Owen Amos on why losing can be fun with BJ Heijman
Brandon United are bottom of the Arngrove Northern League Second Division, five divisions from the Football League. They’ve won one match all season and, after 14 games, their goal difference is minus 52. So why do their players go for trials at PSV Eindhoven? Why do rival coaches watch their training sessions on cold Thursday nights? And why, at those sessions, do almost 30 players turn out, twice a week?
The answer is BJ Heijmans, a professional Dutch coach, who, by a series of happy accidents, found his home in deepest County Durham. Elsewhere, they call it serendipity.
BJ’s road to Brandon began 11 years ago, when his wife became professor of psychology at the University of Teesside. BJ, a semi-pro for 15 years in Holland, started to coach at Middlesbrough, Sunderland and Durham University, among others.Two years ago, he was helping Brandon’s juniors when first-team managers Alan Shoulder, ex-Newcastle, and Steve Howey, ex-Newcastle and England, packed in. The club was close to extinction when BJ became manager.
Now, the junior sections thrive and the first team – average age 19 – play 4-3-3, winning plaudits if not points. Even the club website, brandonunited.co.uk, is entitled “Brandon United Football Academy”. There’s posh.
“We play the Dutch way, from the back,” says BJ, while directing a training session. “We have conceded 63 goals this season, and 50 were from individual mistakes. But we are young, and that will improve.”
BJ – it stands for Bert Jan – is the only foreign manager in north-east senior football. Until November, there was Argentine Gus Di Lella – formerly at Darlington, Hartlepool and Scarborough – but he was sacked by Horden, in Brandon’s division. On a cold Thursday night, Di Lella has turned up to study BJ’s 90-minute session. He asks where, in 4-3-3, your right-back goes when the opposition right-back attacks. BJ explains how, in training, Arrigo Sacchi tied a rope to his back four, left-back to right. A Dutchman discussing Italian coaching with an Argentine: Brandon is only Andy Roxburgh away from a UEFA technical conference.
With Di Lella is Foli Shekoni, a Durham University student released by Sunderland after a recent two-month trial. He wants BJ – who scouts for PSV, Willem II and Den Bosch, among others – to find him a club.
The Pied Piper of Brandon has already sent Josh Fowler, 16, for a trial at PSV. They wanted another look at Fowler, an ex-Middlesbrough trainee, at Christmas. A young Brandon keeper may follow.

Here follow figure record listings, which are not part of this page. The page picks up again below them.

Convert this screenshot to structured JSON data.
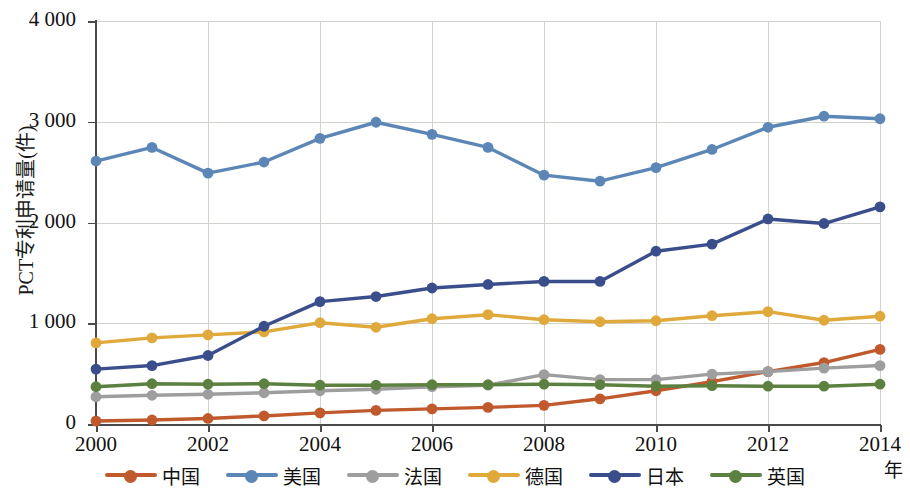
{
  "chart_data": {
    "type": "line",
    "title": "",
    "ylabel": "PCT专利申请量(件)",
    "xlabel": "年",
    "x": [
      2000,
      2001,
      2002,
      2003,
      2004,
      2005,
      2006,
      2007,
      2008,
      2009,
      2010,
      2011,
      2012,
      2013,
      2014
    ],
    "categories": [
      "2000",
      "2001",
      "2002",
      "2003",
      "2004",
      "2005",
      "2006",
      "2007",
      "2008",
      "2009",
      "2010",
      "2011",
      "2012",
      "2013",
      "2014"
    ],
    "xtick_labels": [
      "2000",
      "2002",
      "2004",
      "2006",
      "2008",
      "2010",
      "2012",
      "2014"
    ],
    "xtick_values": [
      2000,
      2002,
      2004,
      2006,
      2008,
      2010,
      2012,
      2014
    ],
    "ytick_labels": [
      "0",
      "1 000",
      "2 000",
      "3 000",
      "4 000"
    ],
    "ytick_values": [
      0,
      1000,
      2000,
      3000,
      4000
    ],
    "ylim": [
      0,
      4000
    ],
    "xlim": [
      2000,
      2014
    ],
    "grid": true,
    "legend_position": "bottom",
    "series": [
      {
        "name": "中国",
        "color": "#C05A2C",
        "values": [
          30,
          40,
          55,
          80,
          110,
          135,
          150,
          165,
          185,
          250,
          330,
          420,
          520,
          610,
          740
        ]
      },
      {
        "name": "美国",
        "color": "#5B86B5",
        "values": [
          2610,
          2745,
          2490,
          2600,
          2835,
          2995,
          2875,
          2745,
          2470,
          2410,
          2545,
          2725,
          2945,
          3055,
          3030
        ]
      },
      {
        "name": "法国",
        "color": "#9E9E9E",
        "values": [
          270,
          285,
          295,
          310,
          330,
          345,
          370,
          385,
          490,
          440,
          440,
          495,
          520,
          555,
          580
        ]
      },
      {
        "name": "德国",
        "color": "#E0A93B",
        "values": [
          805,
          855,
          885,
          915,
          1005,
          960,
          1045,
          1085,
          1035,
          1015,
          1025,
          1075,
          1115,
          1030,
          1070
        ]
      },
      {
        "name": "日本",
        "color": "#3A4E8C",
        "values": [
          545,
          580,
          680,
          970,
          1215,
          1265,
          1350,
          1385,
          1415,
          1415,
          1715,
          1785,
          2035,
          1990,
          2155
        ]
      },
      {
        "name": "英国",
        "color": "#5C8040",
        "values": [
          370,
          400,
          395,
          400,
          385,
          385,
          390,
          390,
          395,
          390,
          375,
          380,
          375,
          375,
          395
        ]
      }
    ]
  },
  "legend": {
    "items": [
      {
        "label": "中国",
        "color": "#C05A2C"
      },
      {
        "label": "美国",
        "color": "#5B86B5"
      },
      {
        "label": "法国",
        "color": "#9E9E9E"
      },
      {
        "label": "德国",
        "color": "#E0A93B"
      },
      {
        "label": "日本",
        "color": "#3A4E8C"
      },
      {
        "label": "英国",
        "color": "#5C8040"
      }
    ]
  },
  "axes": {
    "y_title": "PCT专利申请量(件)",
    "x_unit": "年"
  }
}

In Eindhoven, they’ll soon think Brandon is England’s own Clairefontaine.
The session is squeezed into a corner of Brandon’s ground, high on a hill four miles from Durham City. They would use the whole pitch, but half the floodlights are broken. The next game, Crook Town at home, has been switched.

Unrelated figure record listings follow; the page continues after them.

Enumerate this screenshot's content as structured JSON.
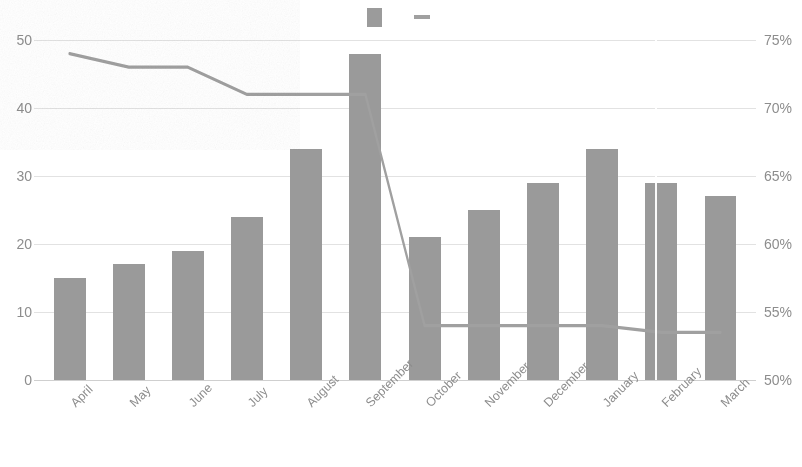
{
  "chart_data": {
    "type": "bar",
    "title": "",
    "subtitle": "",
    "xlabel": "",
    "ylabel": "",
    "y2label": "",
    "grid": true,
    "legend_position": "top-center",
    "categories": [
      "April",
      "May",
      "June",
      "July",
      "August",
      "September",
      "October",
      "November",
      "December",
      "January",
      "February",
      "March"
    ],
    "ylim": [
      0,
      50
    ],
    "y2lim": [
      50,
      75
    ],
    "yticks": [
      "0",
      "10",
      "20",
      "30",
      "40",
      "50"
    ],
    "y2ticks": [
      "50%",
      "55%",
      "60%",
      "65%",
      "70%",
      "75%"
    ],
    "series": [
      {
        "name": "",
        "marker": "bar-swatch",
        "axis": "left",
        "type": "bar",
        "color": "#9a9a9a",
        "values": [
          15,
          17,
          19,
          24,
          34,
          48,
          21,
          25,
          29,
          34,
          29,
          27
        ]
      },
      {
        "name": "",
        "marker": "line-swatch",
        "axis": "right",
        "type": "line",
        "color": "#a0a0a0",
        "values": [
          74,
          73,
          73,
          71,
          71,
          71,
          54,
          54,
          54,
          54,
          53.5,
          53.5
        ]
      }
    ]
  },
  "legend": {
    "entries": [
      {
        "label": "",
        "swatch": "bar-swatch"
      },
      {
        "label": "",
        "swatch": "line-swatch"
      }
    ]
  },
  "colors": {
    "bar": "#9a9a9a",
    "line": "#a0a0a0",
    "grid": "#e2e2e2",
    "axis_text": "#8d8d8d",
    "background": "#ffffff"
  }
}
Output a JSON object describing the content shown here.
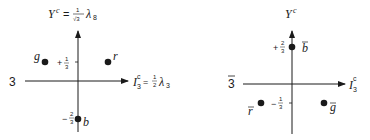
{
  "triplet": {
    "rep_label": "3",
    "y_axis_label": {
      "symbol": "Y",
      "sup": "c",
      "eq": "=",
      "frac_num": "1",
      "frac_den": "√3",
      "lambda": "λ",
      "lambda_sub": "8"
    },
    "x_axis_label": {
      "symbol": "I",
      "sub": "3",
      "sup": "c",
      "eq": "=",
      "frac_num": "1",
      "frac_den": "2",
      "lambda": "λ",
      "lambda_sub": "3"
    },
    "ticks": {
      "upper": {
        "sign": "+",
        "num": "1",
        "den": "3"
      },
      "lower": {
        "sign": "−",
        "num": "2",
        "den": "3"
      }
    },
    "points": [
      {
        "label": "g",
        "I3": "-1/2",
        "Y": "+1/3"
      },
      {
        "label": "r",
        "I3": "+1/2",
        "Y": "+1/3"
      },
      {
        "label": "b",
        "I3": "0",
        "Y": "-2/3"
      }
    ]
  },
  "antitriplet": {
    "rep_label": "3",
    "rep_bar": true,
    "y_axis_label": {
      "symbol": "Y",
      "sup": "c"
    },
    "x_axis_label": {
      "symbol": "I",
      "sub": "3",
      "sup": "c"
    },
    "ticks": {
      "upper": {
        "sign": "+",
        "num": "2",
        "den": "3"
      },
      "lower": {
        "sign": "−",
        "num": "1",
        "den": "3"
      }
    },
    "points": [
      {
        "label": "b",
        "bar": true,
        "I3": "0",
        "Y": "+2/3"
      },
      {
        "label": "r",
        "bar": true,
        "I3": "-1/2",
        "Y": "-1/3"
      },
      {
        "label": "g",
        "bar": true,
        "I3": "+1/2",
        "Y": "-1/3"
      }
    ]
  },
  "colors": {
    "ink": "#1a1a1a",
    "background": "#ffffff"
  }
}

“When I first came, it was unbelievable,” he says. “How could they work in these conditions? No pitches, no lights, no room. Unbelievable! I thought, ‘I’ve got to do something.’”
The training is ball-intensive: left-foot, right-foot, quick, slow, short, long. The players love it. Perhaps the website is right. So what, I ask, is wrong with the rest of English football? “Do you want a list?” asks BJ. “The big difference is the win-at-all-costs mentality. I like to win, but the main thing, at this level, is to say ‘Did they improve?’” The facilities are much better in Holland, too. Clubs have 25 teams with ten pitches. “I have more respect for an English youth coach than one in Holland: they have to work harder. But sometimes, they run out of ideas and think, ‘We ran when I was young, we ran, so we’ll run now.’ In my sessions, they always have the ball. And not once do they complain. It is fun.” The bottom of the Northern League, safe to say, has never been this fun.